• Home
  • Current congress
  • Public Website
  • My papers
  • root
  • browse
  • IAC-15
  • D1
  • 3
  • paper
  • Toward a new spacecraft optimal design lifetime: Effects of obsolescence, cost of durability, and reduced launch price

    Paper number

    IAC-15,D1,3,8,x29063

    Author

    Prof. Joseph Homer Saleh, Georgia Institute of Technology, United States

    Coauthor

    Ms. Kailah Snelgrove, Georgia Institute of Technology, School of Aerospace Engineering, United States

    Year

    2015

    Abstract
    The average design lifetime of satellites continues to increase, in part due to the expectation that the satellite cost per operational day decreases monotonically with increased design lifetime. In this work, we challenge this expectation by revisiting the durability choice problem for spacecraft in the face of reduced launch price and under various cost of durability models. We first provide a brief overview of the economic thought on durability and highlight its limitations as they pertain to our problem (e.g., the assumption of zero marginal cost of durability). We then investigate the merging influence of spacecraft cost of durability and launch price, and we identify conditions that give rise cost-optimal design lifetimes that are shorter than the longest lifetime technically achievable. For example, we find that high costs of durability favor short design lifetimes, and that under these conditions the optimal choice is relatively robust to reduction in launch prices. By contrast, lower costs of durability favor longer design lifetimes, and the optimal choice is highly sensitive to reduction in launch price. In both cases, reduction in launch prices translates into reduction of the optimal design lifetime. Our results identify a number of situations for which satellite operators would be better served by spacecraft with shorter design lifetimes. Beyond cost issues and repeat purchases, other implications of long design lifetime include the increased risk of technological slowdown given the lower frequency of purchases and technology refresh, and the increased risk for satellite operators that the spacecraft will be technologically obsolete before the end of its life (with the corollary of loss of value and competitive advantage).
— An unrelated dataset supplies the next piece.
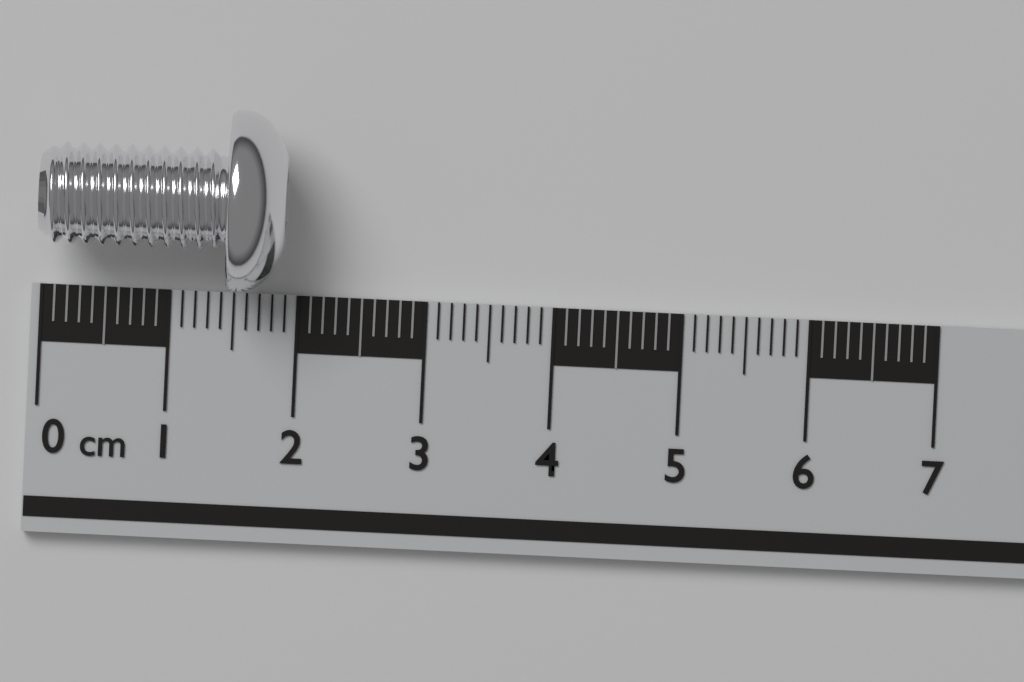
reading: 1.9 cm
We conclude with the recommendation that, should pressure to extend spacecraft design lifetime continue, satellite manufacturers should explore opportunities to lease their spacecraft to operators, or to take a stake in the ownership of the asset on orbit.
    Abstract document

    IAC-15,D1,3,8,x29063.brief.pdf

    Manuscript document

    IAC-15,D1,3,8,x29063.pdf (🔒 authorized access only).

    To get the manuscript, please contact IAF Secretariat.